Chapter Twenty-Five

I spend the next day in a haze. Rape? I can’t quite wrap my brain around the word. In the year we’d dated, he’d been emotionally controlling, sure, but physically abusive? No.

He never forced me into sex, and even though I participated out of obligation, I did it willingly.

I call Levi to see if he knows details but end up leaving a message. The next night he finally calls me back.

“Tell me everything you know,” I say by way of answer.

“Sorry I didn’t call you right back. My schedule’s been crazy busy.”

I blow out a frustrated breath. “It’s okay. So what’s going on? Who did he rape?”

“This is what I know. He’s been hanging around the high school’s football games on Friday nights.”

“That’s how we met.”

“I know. Dude’s twenty years old, and he’s scoping out the virgins. It’s gross.”

I shake my head. “Sad to say I fell for the whole older guy act.”

“All you girls seem to. Well, anyway, guess he’s been messing around with a sophomore. I’ve heard she wouldn’t put out and he forced her. I’ve also heard she put out, her dad caught them, and slapped Manny with statutory. Don’t know which story’s true though.”

The first time we had sex, he completely talked me into it. Convinced me we were in love and that’s what naturally came next.

How stupid I’d been. Me—smart, definitely not naive, and yet I’d still fallen for the whole ridiculous routine. Talk about being an idiot. Well, not again. “At least he’s in jail.”

“Actually, he’s out. He made bail.”

“How the hell did he make bail?”

“Who knows? One of his redneck friends. Listen, I’m back on the road, and Mom’s keeping me updated. When I hear anything else I’ll let you know.”

“Okay, bye. Love you.”

“Love ya, too. Talk soon.”

Someone knocks on my dorm door, and I go to open it.

“Well, thanks a lot,” Abbie snides as she lets herself in.

I resist the urge to sigh. “What’s wrong?”

She lets out a heavy breath, like the entire world and then some weighs her down. “Daddy’s coming this weekend. He talked to Mr. Hamns about deep sea fishing, and Mr. Hamns mentioned how much I wanted to go with my new friend, Viola. Of course Daddy loves the idea since you’re the scholarship recipient.”

Remind me again why I thought Abbie and I might be friends?

“Um.” I try to come up with a reason not to do this.

“Oh no.” She waves her finger in my face. “If I’m going, you’re going.”

I do want to go, just not with Abbie. “When? Saturday?”

“At the ass-crack of dawn.”

With that, she storms out of my room.

Saturday at dawn, I meet Abbie at her car in front of the academy. She doesn’t talk to me the whole way to the marina and instead downs an extra-large coffee that smells more vanilla than coffee.

“You’ve been talking to Riel.” She pulls into the marina.

“Yeah, we’re friends.”

“Hm,” is her comment as she tugs her emergency break into place.

I know she likes Riel.
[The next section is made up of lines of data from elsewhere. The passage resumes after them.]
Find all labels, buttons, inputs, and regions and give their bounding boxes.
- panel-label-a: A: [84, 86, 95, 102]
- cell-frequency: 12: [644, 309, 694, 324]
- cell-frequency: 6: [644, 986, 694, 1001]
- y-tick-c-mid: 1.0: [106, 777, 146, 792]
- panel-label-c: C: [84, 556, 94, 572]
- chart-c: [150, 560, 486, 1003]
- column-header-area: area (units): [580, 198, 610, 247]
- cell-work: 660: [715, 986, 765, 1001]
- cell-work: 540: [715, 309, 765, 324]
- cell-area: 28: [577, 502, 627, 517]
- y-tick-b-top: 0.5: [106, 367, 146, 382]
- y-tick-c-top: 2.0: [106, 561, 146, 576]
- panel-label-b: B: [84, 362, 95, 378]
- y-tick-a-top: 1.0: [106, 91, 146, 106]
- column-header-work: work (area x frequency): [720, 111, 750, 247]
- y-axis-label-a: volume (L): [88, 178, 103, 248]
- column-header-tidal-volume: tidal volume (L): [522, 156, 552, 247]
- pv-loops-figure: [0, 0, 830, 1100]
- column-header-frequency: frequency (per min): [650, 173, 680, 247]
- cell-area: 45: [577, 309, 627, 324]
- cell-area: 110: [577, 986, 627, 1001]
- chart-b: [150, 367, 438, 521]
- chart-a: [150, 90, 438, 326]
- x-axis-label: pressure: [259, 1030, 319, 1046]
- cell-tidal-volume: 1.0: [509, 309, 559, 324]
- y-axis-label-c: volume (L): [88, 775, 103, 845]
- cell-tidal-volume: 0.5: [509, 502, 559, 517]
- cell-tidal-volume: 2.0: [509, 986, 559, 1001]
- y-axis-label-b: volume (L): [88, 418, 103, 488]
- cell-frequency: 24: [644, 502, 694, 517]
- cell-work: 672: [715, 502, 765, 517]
What, is she jealous or something about him and me talking? Well, that’s just stupid. It’s not like I stole him from her or anything. They’ve never even dated. Plus, Riel and I are just friends.
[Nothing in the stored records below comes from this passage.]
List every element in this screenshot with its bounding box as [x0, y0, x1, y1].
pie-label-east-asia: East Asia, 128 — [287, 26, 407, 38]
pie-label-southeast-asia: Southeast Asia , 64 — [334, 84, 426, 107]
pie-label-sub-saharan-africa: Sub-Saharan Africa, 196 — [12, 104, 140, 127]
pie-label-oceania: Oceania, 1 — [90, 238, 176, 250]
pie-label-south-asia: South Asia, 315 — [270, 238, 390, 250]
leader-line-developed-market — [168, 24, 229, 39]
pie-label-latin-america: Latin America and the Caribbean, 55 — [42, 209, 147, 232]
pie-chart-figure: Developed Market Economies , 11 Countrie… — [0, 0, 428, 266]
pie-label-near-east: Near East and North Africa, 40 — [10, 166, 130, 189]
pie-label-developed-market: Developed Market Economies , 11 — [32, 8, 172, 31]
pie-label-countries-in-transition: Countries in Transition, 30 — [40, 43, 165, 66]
“Abbie, don’t misunderstand.” I try to make up with her even though I’m not quite sure what I’m making up about. “Riel and I are just friends.”
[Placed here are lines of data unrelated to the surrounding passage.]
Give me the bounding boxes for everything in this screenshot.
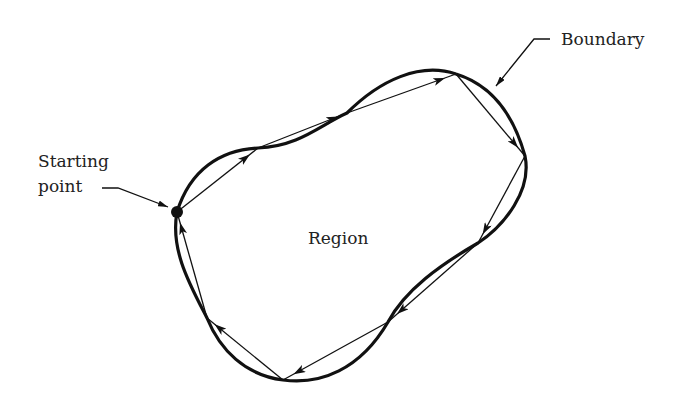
starting-point-marker <box>171 206 183 218</box>
boundary-label: Boundary <box>561 29 645 49</box>
diagram-canvas: Starting point Boundary Region <box>0 0 695 404</box>
region-boundary-curve <box>176 70 527 381</box>
boundary-leader <box>496 39 550 86</box>
starting-point-label-line1: Starting <box>38 151 109 171</box>
starting-point-leader <box>102 188 168 207</box>
starting-point-label-line2: point <box>38 176 83 196</box>
polygon-segments <box>177 74 525 380</box>
region-label: Region <box>308 228 368 248</box>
“Damn.” She nods out the window, and I glance over to see his Jeep parked. She grabs her purse, digs out makeup, and starts putting it on. “Did you know he was going to be here?” she snaps.

I shake my head and get out. “No. See you at the boat.”

As I near The Quest, Mr. Hamns waves. “Come on aboard!”

A big man with white hair holds a hand out to help me onto the boat. “Viola?”

“Yes, sir.”

“I’m Abbie’s father.”

“Oh, hello, Mr. Farmer. So nice to meet you in person.”

He gives me a warm smile. “Likewise.”

How odd to think this man has given me so much money, and I’ve never even met him.

“Sorry I missed your interview.” He refers to the scholarship panel from this past summer.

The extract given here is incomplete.